The European Commission just won't give up on its dream of a global investment regime granting corporations far-reaching new rights to enter and operate on their own terms in countries around the world. When the corporate-biased Multilateral Investment Agreement (MAI) failed in the late 1990s, corporations and the Commission focused their attention on the World Trade Organization (WTO) to churn out a similar agreement. At the 2001 WTO ministerial meeting in Doha, the Commission almost succeeded in using power politics to override developing country opposition to negotiations. In the end, the Commission had to be satisfied with a two-year deferment to the Cancun ministerial. Cancun is now here, and the Commission remains determined with plans to force the 'explicit consensus' required from all 146 WTO members to launch negotiations on global investment, as well as three other controversial issues collectively known as the 'Singapore Issues'.[1]

The Commission claims its new proposal is 'basic' and 'flexible', certainly less ambitious than the failed MAI. Even so, civil society groups oppose the new model as it will step by step erode flexibility and lock in neoliberal, deregulatory investment policies that mainly benefit transnational corporations. Even a 'basic and flexible' WTO investment agreement will prevent communities and governments from regulating foreign investment in the interest of their people, especially in the developing world. Indeed, a majority of the WTO's develop-ing country membership explicitly opposes negotiating a WTO investment agreement as well as the other Singapore issues.[2] Few are fooled. It is widely believed that once the Commission strong-arms MAI-lite through the WTO, it won't stop until its original global investment regi-me dream is realised. This gradual approach was actually part of its original strategy.[3] Further, its current negotiating strategy is to launch negotiations without the WTO membership first agreeing what the final plan should roughly look like, more evidence that the Commission has grand plans to resurrect an unpalatable agreement.[4]

The Commission dresses up its proposals in cynical 'development-friendly' rhetoric. After the fall of the MAI, Commission actions show it actually has little interest in development that benefits ordinary people, and great interest in securing market openings for the EU's multi-national corporations. For example, during and after MAI, the Commission started to covertly court European corporations and lobby groups to help it shape proposals for a WTO global investment agreement.[5] It also conducted extensive surveys of European corporate opinion. Today, support for a tough WTO investment plan is pouring in from all over the European corporate world, as well as a number of other powerful national, transatlantic, and global lobby groups.
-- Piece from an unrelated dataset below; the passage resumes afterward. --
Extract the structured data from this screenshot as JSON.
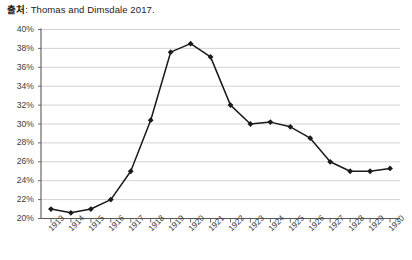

There is little doubt that within the EU the Commission is the most determined advocate of WTO-Investment negotiations, not the EU member states. This development of an autono-mous and contrary agenda raises disturbing questions about the democratic accountability of the Commission. If EU member states don't quickly shorten the Commission's leash at Cancun, they may find themselves having to explain why they allowed it to drive through an agreement with profoundly negative social, environmental, and developmental consequences.

This case study is almost entirely based on the CEO / Investmentwatch briefing, Corporate Conquistadors in Cancun, July 2003.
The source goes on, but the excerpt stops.